Erl Johnston
Bio
I am a chartered architect but write stories to amuse myself and, hopefully, others too.
Stories (6/0)
The Iron Key
Tom contemplated the crumpled five-dollar bill in his hand, weighing its true Saturday-afternoon value carefully. It wasn’t much to make his trip to the Westsider used-bookstore a great one, but he figured that an hour looking through the shelves should get him something worth reading. With the school holidays not yet over, and the New York weather managing to be not too hot, it was a perfect day for sitting in Central Park with a good adventure novel, or maybe a travel-book. Either way it was going to be fun finding out, and the five-dollar limit seemed more of an interesting challenge than a limitation.

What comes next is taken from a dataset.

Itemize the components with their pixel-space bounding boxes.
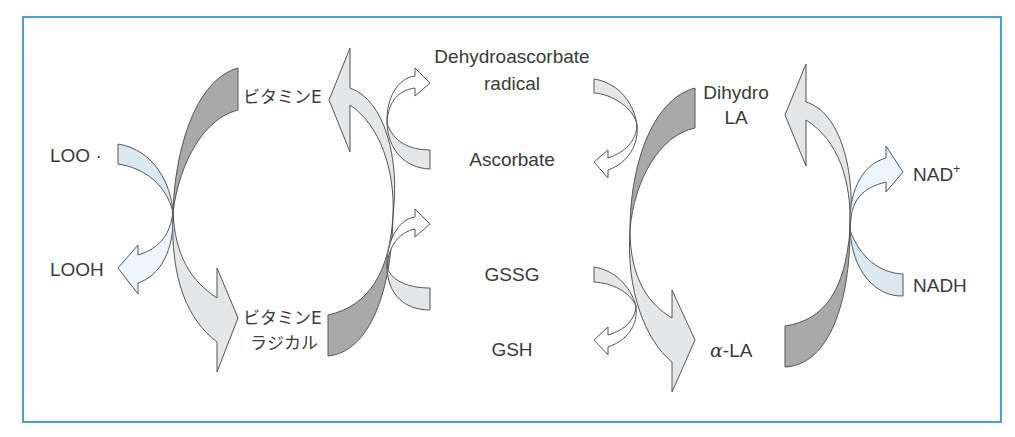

By Erl Johnston3 years ago in Humans
The Ring of Fire
It is the 20th April 2021. Tom Hanks, for it is he, is sitting at his typewriter composing a Pulitzer Prize winning treatise on the meaning of symbols on typewriter keyboards. The stack of completed pages sits on his fine wooden desk, taller only than his bouffant hair which has not been cut in two months due to social distancing measures. Suddenly the telephone on Tom Hanks’ desk rings ominously. He lifts the receiver with the feeling that this call will be anything but ordinary, and is greeted by a mysterious voice in an accent that he cannot quite place. ‘Is this... Tom Hanks,’ the voice asks, seeming both near and far away at the same time. “Mister Hanks - Do you know of Dante’s ‘Ring of Fire’?”
By Erl Johnston3 years ago in Geeks
The Wind-blown Letter
Elise zipped up her coat against the chill wind that was blowing through central Paris that afternoon, but it didn’t make her feel any warmer or happier. She normally didn’t mind the cold of late autumn because it made her mother’s little stationery shop on Rue du Pont Louis-Philippe seem even more cosy and inviting. But the shop wouldn’t be there for much longer, and the thought made her feel cold inside. Their landlord was apologetic, but said that he had to sell the building and the new owner would be tearing it down to build apartments. If they could find twenty thousand Euros he would sell it to them, but they didn’t have anything near that amount of money.
By Erl Johnston3 years ago in Wander
Tin Mystery
Tom Hanks (for it is he) is sitting in his study writing the greatest book on symbology ever (since his last one) when the phone unexpectedly rings. Tom Hanks will not finish his greatest book on Symbology (ever) this evening, for the caller on the line is le Comte du Pastille de la Bon-Bon, a reclusive and mysterious collector of arcane and occult Sweetie-tins who live in a mysterious secret hidden underground mansion in the heart of Paris.